‘Ant-Man and the Wasp: Quantumania’ Writer Was ‘Really Sad’ About Movie’s Reviews
Strictly speaking, Ant-Man and the Wasp: Quantumania is not the worst-reviewed movie in the Marvel Cinematic Universe. But it’s close.
At present, Quantumania currently has a 48 percent score from critics on Rotten Tomatoes. Eternals holds a 47 percent. So Quantumania is the second-worst reviewed movie in MCU history, at least for now. (At one point, Quantumania’s score dipped down to 47 to tie Eternals, but it’s since rebounded slightly. It could still dip again if some late reviews crop up.)
For most of Marvel’s 15-year run as the producers of its own movies, it has been a critical darling — Eternals was the studio’s first film to ever get a rotten score on Rotten Tomatoes. But clearly that has changed, at least for the short-term. Still, Quantumania’s screenwriter, Jeff Loveness, says he was taken off-guard by the poor critical response to the film.
In an interview with The Daily Beast, Loveness said the poor reviews took him “by surprise” and left him “in a pretty low spot.”
Despite the reviews, Loveness says he remains proud of the film...
I’m really proud of what I wrote for Jonathan [Majors, who plays the villain Kang the Conqueror] and Michelle Pfeiffer [scientist Janet Pym] ... I thought that was good stuff, you know? And so I was just despondent, and I was really sad about it.
Loveness also claimed that what pulled him out of his funk was going to see a public screening of Quantumania, and watching the paying crowd respond enthusiastically to the film, an experience he compared to the end of the Preston Sturges movie Sullivan’s Travels. If you’re unfamiliar with the film, it’s about a comedy director who decides he’s sick of making “unimportant” things and wants to make a serious movie instead. (It’s called O Brother, Where Art Thou? which is how the Coen brothers’ film got its title.) The director’s journey to tell the story of the common man in America eventually lands him in a work camp, where he witnesses the prisoners enthusiastically laughing at Mickey Mouse cartoon — which reinvigorates his passion for making comedies that uplift people’s spirits.
Ant-Man and the Wasp: Quantumania is now playing in theaters everywhere. Marvel’s next movie, Guardians of the Galaxy Vol. 3, is scheduled to open in theaters on May 5.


» **Required work**
Would you please print the data a second time, exactly as it stands?

» **Task inputs**

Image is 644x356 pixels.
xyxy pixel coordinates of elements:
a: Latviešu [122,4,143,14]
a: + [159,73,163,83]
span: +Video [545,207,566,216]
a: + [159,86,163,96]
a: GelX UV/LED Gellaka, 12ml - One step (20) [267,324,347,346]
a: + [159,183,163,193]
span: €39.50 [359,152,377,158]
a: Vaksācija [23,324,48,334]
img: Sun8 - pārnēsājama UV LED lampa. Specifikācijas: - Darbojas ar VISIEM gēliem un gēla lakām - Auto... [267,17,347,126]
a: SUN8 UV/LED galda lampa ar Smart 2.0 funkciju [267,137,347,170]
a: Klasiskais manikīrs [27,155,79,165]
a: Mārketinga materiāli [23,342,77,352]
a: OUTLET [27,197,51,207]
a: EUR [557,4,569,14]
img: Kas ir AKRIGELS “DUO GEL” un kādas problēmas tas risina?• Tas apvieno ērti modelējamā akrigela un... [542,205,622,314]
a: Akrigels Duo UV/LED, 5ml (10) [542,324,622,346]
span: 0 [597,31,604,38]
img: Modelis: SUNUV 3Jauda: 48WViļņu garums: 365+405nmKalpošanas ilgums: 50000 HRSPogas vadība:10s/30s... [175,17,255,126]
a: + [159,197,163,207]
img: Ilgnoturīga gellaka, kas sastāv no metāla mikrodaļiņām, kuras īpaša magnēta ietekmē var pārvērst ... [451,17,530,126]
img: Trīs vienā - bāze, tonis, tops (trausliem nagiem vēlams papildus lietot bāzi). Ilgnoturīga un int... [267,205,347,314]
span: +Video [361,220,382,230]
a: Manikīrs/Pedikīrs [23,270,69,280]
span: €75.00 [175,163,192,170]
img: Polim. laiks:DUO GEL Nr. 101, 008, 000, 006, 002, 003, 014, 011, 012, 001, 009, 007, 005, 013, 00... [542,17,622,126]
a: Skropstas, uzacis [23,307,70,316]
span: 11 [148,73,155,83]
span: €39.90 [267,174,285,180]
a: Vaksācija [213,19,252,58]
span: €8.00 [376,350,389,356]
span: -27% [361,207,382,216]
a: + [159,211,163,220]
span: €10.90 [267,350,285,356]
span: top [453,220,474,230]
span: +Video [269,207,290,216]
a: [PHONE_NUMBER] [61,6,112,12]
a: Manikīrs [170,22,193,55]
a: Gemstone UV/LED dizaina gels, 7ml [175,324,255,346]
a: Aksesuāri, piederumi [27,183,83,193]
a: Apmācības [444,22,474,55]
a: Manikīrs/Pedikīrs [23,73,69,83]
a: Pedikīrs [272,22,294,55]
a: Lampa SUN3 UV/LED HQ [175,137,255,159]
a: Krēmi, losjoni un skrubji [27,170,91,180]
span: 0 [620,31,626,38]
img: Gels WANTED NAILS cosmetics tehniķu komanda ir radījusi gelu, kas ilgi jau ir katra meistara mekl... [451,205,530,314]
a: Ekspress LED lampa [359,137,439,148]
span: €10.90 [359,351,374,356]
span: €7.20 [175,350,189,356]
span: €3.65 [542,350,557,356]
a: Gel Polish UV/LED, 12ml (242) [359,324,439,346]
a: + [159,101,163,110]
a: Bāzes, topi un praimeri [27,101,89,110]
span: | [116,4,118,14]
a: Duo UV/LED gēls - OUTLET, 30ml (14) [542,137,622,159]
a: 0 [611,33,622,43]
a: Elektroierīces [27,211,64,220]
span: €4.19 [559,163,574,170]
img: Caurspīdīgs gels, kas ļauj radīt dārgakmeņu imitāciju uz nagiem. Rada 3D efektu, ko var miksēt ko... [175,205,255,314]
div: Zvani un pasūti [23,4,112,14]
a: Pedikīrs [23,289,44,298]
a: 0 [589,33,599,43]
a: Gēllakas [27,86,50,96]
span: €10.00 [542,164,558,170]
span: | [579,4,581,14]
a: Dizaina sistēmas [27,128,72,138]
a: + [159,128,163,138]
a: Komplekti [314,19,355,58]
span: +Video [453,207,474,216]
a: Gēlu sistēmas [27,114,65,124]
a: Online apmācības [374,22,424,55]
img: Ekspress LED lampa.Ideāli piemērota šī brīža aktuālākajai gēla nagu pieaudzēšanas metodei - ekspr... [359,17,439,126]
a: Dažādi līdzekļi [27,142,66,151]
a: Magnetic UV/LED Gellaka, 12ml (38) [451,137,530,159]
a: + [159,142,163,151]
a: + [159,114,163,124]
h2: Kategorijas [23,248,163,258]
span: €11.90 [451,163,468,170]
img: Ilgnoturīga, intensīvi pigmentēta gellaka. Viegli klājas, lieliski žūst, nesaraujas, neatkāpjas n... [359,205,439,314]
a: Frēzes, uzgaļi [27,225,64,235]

» **Response to the task**
Image is 644x356 pixels.
xyxy pixel coordinates of elements:
a: Latviešu [122,4,143,14]
a: + [159,73,163,83]
span: +Video [545,207,566,216]
a: + [159,86,163,96]
a: GelX UV/LED Gellaka, 12ml - One step (20) [267,324,347,346]
a: + [159,183,163,193]
span: €39.50 [359,152,377,158]
a: Vaksācija [23,324,48,334]
img: Sun8 - pārnēsājama UV LED lampa. Specifikācijas: - Darbojas ar VISIEM gēliem un gēla lakām - Auto... [267,17,347,126]
a: SUN8 UV/LED galda lampa ar Smart 2.0 funkciju [267,137,347,170]
a: Klasiskais manikīrs [27,155,79,165]
a: Mārketinga materiāli [23,342,77,352]
a: OUTLET [27,197,51,207]
a: EUR [557,4,569,14]
img: Kas ir AKRIGELS “DUO GEL” un kādas problēmas tas risina?• Tas apvieno ērti modelējamā akrigela un... [542,205,622,314]
a: Akrigels Duo UV/LED, 5ml (10) [542,324,622,346]
span: 0 [597,31,604,38]
img: Modelis: SUNUV 3Jauda: 48WViļņu garums: 365+405nmKalpošanas ilgums: 50000 HRSPogas vadība:10s/30s... [175,17,255,126]
a: + [159,197,163,207]
img: Ilgnoturīga gellaka, kas sastāv no metāla mikrodaļiņām, kuras īpaša magnēta ietekmē var pārvērst ... [451,17,530,126]
img: Trīs vienā - bāze, tonis, tops (trausliem nagiem vēlams papildus lietot bāzi). Ilgnoturīga un int... [267,205,347,314]
span: +Video [361,220,382,230]
a: Manikīrs/Pedikīrs [23,270,69,280]
span: €75.00 [175,163,192,170]
img: Polim. laiks:DUO GEL Nr. 101, 008, 000, 006, 002, 003, 014, 011, 012, 001, 009, 007, 005, 013, 00... [542,17,622,126]
a: Skropstas, uzacis [23,307,70,316]
span: 11 [148,73,155,83]
span: €39.90 [267,174,285,180]
a: Vaksācija [213,19,252,58]
span: €8.00 [376,350,389,356]
span: -27% [361,207,382,216]
a: + [159,211,163,220]
span: €10.90 [267,350,285,356]
span: top [453,220,474,230]
span: +Video [269,207,290,216]
a: [PHONE_NUMBER] [61,6,112,12]
a: Manikīrs [170,22,193,55]
a: Gemstone UV/LED dizaina gels, 7ml [175,324,255,346]
a: Aksesuāri, piederumi [27,183,83,193]
a: Apmācības [444,22,474,55]
a: Manikīrs/Pedikīrs [23,73,69,83]
a: Pedikīrs [272,22,294,55]
a: Lampa SUN3 UV/LED HQ [175,137,255,159]
a: Krēmi, losjoni un skrubji [27,170,91,180]
span: 0 [620,31,626,38]
img: Gels WANTED NAILS cosmetics tehniķu komanda ir radījusi gelu, kas ilgi jau ir katra meistara mekl... [451,205,530,314]
a: Ekspress LED lampa [359,137,439,148]
span: €10.90 [359,351,374,356]
span: €7.20 [175,350,189,356]
span: €3.65 [542,350,557,356]
a: Gel Polish UV/LED, 12ml (242) [359,324,439,346]
a: + [159,101,163,110]
a: Bāzes, topi un praimeri [27,101,89,110]
span: | [116,4,118,14]
a: Duo UV/LED gēls - OUTLET, 30ml (14) [542,137,622,159]
a: 0 [611,33,622,43]
a: Elektroierīces [27,211,64,220]
span: €4.19 [559,163,574,170]
img: Caurspīdīgs gels, kas ļauj radīt dārgakmeņu imitāciju uz nagiem. Rada 3D efektu, ko var miksēt ko... [175,205,255,314]
div: Zvani un pasūti [23,4,112,14]
a: Pedikīrs [23,289,44,298]
a: 0 [589,33,599,43]
a: Gēllakas [27,86,50,96]
span: €10.00 [542,164,558,170]
span: | [579,4,581,14]
a: Dizaina sistēmas [27,128,72,138]
a: + [159,128,163,138]
a: Komplekti [314,19,355,58]
span: +Video [453,207,474,216]
a: Gēlu sistēmas [27,114,65,124]
a: Online apmācības [374,22,424,55]
img: Ekspress LED lampa.Ideāli piemērota šī brīža aktuālākajai gēla nagu pieaudzēšanas metodei - ekspr... [359,17,439,126]
a: Dažādi līdzekļi [27,142,66,151]
a: Magnetic UV/LED Gellaka, 12ml (38) [451,137,530,159]
a: + [159,142,163,151]
a: + [159,114,163,124]
h2: Kategorijas [23,248,163,258]
span: €11.90 [451,163,468,170]
img: Ilgnoturīga, intensīvi pigmentēta gellaka. Viegli klājas, lieliski žūst, nesaraujas, neatkāpjas n... [359,205,439,314]
a: Frēzes, uzgaļi [27,225,64,235]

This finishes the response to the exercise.